New memo shows criminal Bush cabal tried to subvert First Amendment!
WASHINGTON - March 2, 2009 - In the aftermath of the events of September 11, 2001, the Justice Department secretly gave the green light for the U.S. military to attack apartment buildings and office complexes inside the United States, deploy high-tech surveillance against U.S. citizens, and potentially suspend First Amendment freedom-of-the-press rights in order to combat the terror threat, according to a memo released Monday.
Many of the actions discussed in the October 23, 2001, memo to then White House counsel Alberto Gonzales and Secretary of Defense Donald Rumsfeld's chief lawyer, William Haynes, were never actually taken.
But the memo from the Justice Department's Office of Legal Counsel - along with others made public for the first time Monday - illustrates with new details the criminal usurpation of powers asserted by Bush regime lawyers. Those assertions ultimately led to such controversial policies as allowing the waterboarding of terror suspects and permitting warrantless wiretapping of U.S. citizens - steps that remain the subject of ongoing investigations by Congress and the Justice Department. The memo was co-written by John Yoo, at the time a deputy attorney general in the Office of Legal Counsel. Yoo, now a professor at the Boalt Hall School of Law at the University of Kalifornia, Berkeley, has emerged as one of the central figures in those ongoing investigations.
In perhaps the most surprising assertion, the October 23, 2001 memo suggested the president could even suspend press freedoms if he concluded it was necessary to wage the war on terror. "First Amendment speech and press rights may also be subordinated to the overriding need to wage war successfully," Yoo wrote in the memo entitled "Authority for Use of Military Force to Combat Terrorist Activity Within the United States."
This claim was viewed as so extreme that it was essentially (and secretly) revoked - but not until October of last year, seven years after the memo was written and with barely three and a half months left in the Bush regime.
At that time, Steven Bradbury, who headed the Office of Legal Counsel throughout Bush's second term, concluded that Yoo's statements about overriding First Amendment freedoms were "unnecessary" and "overbroad and general and not sufficiently grounded in the particular circumstance of a concrete scenario," according to a memo from Bradbury also made public Monday.
Kate Martin, the director for the Center for National Security Studies, a Washington think tank, said the newly disclosed memo by Yoo and Robert Delahunty, another OLC lawyer, was part of a broader legal reasoning that gave President Bush essentially unfettered powers in the so-called war on terror. "In October 2001, they were trying to construct a legal regime that would basically have allowed for the imposition of martial law," said Martin.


» **Exercise prompt**
Given the records below, pull every line with the word "number" into the answer.
----
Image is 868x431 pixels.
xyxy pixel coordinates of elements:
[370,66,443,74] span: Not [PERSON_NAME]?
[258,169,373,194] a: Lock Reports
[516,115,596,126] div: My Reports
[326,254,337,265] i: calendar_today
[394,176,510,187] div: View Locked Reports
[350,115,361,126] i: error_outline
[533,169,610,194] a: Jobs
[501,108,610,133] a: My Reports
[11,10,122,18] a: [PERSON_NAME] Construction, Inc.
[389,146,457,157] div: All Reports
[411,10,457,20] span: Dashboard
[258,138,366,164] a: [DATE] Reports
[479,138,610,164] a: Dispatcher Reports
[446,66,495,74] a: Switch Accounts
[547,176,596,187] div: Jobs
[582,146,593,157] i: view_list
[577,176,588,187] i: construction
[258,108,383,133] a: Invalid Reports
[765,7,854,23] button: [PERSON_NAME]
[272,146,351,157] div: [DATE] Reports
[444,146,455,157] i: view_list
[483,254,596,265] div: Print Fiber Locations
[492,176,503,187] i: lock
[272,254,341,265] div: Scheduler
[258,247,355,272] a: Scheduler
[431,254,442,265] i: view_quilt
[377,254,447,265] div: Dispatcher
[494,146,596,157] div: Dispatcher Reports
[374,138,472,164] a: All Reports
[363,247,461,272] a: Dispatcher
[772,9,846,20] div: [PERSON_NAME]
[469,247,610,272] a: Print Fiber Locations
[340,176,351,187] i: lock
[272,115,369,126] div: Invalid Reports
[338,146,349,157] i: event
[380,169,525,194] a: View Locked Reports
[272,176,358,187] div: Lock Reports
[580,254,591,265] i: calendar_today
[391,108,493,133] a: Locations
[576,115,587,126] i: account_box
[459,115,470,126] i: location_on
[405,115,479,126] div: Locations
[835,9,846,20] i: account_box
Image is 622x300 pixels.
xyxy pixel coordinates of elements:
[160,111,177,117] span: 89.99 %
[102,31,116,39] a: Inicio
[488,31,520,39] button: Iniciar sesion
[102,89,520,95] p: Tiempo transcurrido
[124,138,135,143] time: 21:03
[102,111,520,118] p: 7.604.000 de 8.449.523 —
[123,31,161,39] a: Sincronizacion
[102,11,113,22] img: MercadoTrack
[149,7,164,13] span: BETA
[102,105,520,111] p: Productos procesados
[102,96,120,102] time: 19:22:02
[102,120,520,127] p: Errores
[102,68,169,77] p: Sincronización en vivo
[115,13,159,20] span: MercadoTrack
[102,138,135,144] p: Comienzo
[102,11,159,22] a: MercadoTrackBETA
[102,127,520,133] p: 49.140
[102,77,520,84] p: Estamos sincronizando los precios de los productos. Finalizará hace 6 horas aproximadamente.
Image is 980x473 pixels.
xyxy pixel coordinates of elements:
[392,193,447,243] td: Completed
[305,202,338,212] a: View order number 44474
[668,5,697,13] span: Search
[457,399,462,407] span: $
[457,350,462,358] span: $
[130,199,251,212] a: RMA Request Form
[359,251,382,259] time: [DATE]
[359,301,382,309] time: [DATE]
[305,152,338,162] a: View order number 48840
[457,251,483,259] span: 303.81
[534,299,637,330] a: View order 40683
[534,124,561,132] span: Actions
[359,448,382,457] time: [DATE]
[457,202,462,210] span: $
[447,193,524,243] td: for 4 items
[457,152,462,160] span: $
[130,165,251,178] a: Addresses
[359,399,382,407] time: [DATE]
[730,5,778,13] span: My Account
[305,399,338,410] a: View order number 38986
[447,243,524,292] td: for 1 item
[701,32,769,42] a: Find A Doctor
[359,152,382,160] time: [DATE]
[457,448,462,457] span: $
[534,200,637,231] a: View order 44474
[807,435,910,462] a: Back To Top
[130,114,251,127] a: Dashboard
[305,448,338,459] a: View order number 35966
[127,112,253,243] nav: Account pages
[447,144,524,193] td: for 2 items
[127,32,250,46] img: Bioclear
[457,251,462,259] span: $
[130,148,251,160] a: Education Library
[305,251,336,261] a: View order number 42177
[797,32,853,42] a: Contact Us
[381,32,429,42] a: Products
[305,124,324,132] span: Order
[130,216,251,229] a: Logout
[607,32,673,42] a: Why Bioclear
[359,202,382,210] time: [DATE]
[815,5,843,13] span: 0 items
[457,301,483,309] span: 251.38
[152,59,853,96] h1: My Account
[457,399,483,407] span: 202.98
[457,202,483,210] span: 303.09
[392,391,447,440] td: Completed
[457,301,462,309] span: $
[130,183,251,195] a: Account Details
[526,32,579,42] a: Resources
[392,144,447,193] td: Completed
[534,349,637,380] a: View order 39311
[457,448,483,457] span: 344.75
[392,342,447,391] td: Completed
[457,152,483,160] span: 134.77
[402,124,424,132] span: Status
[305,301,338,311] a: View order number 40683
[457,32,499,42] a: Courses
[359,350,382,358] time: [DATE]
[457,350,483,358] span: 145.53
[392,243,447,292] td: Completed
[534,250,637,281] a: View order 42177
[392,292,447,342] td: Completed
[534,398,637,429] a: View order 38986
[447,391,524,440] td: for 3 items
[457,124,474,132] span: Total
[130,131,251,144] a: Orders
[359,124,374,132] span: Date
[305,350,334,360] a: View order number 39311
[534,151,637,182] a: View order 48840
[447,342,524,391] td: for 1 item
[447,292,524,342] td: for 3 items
----
» **Reply**
[305,202,338,212] a: View order number 44474
[305,152,338,162] a: View order number 48840
[305,399,338,410] a: View order number 38986
[305,448,338,459] a: View order number 35966
[305,251,336,261] a: View order number 42177
[305,301,338,311] a: View order number 40683
[305,350,334,360] a: View order number 39311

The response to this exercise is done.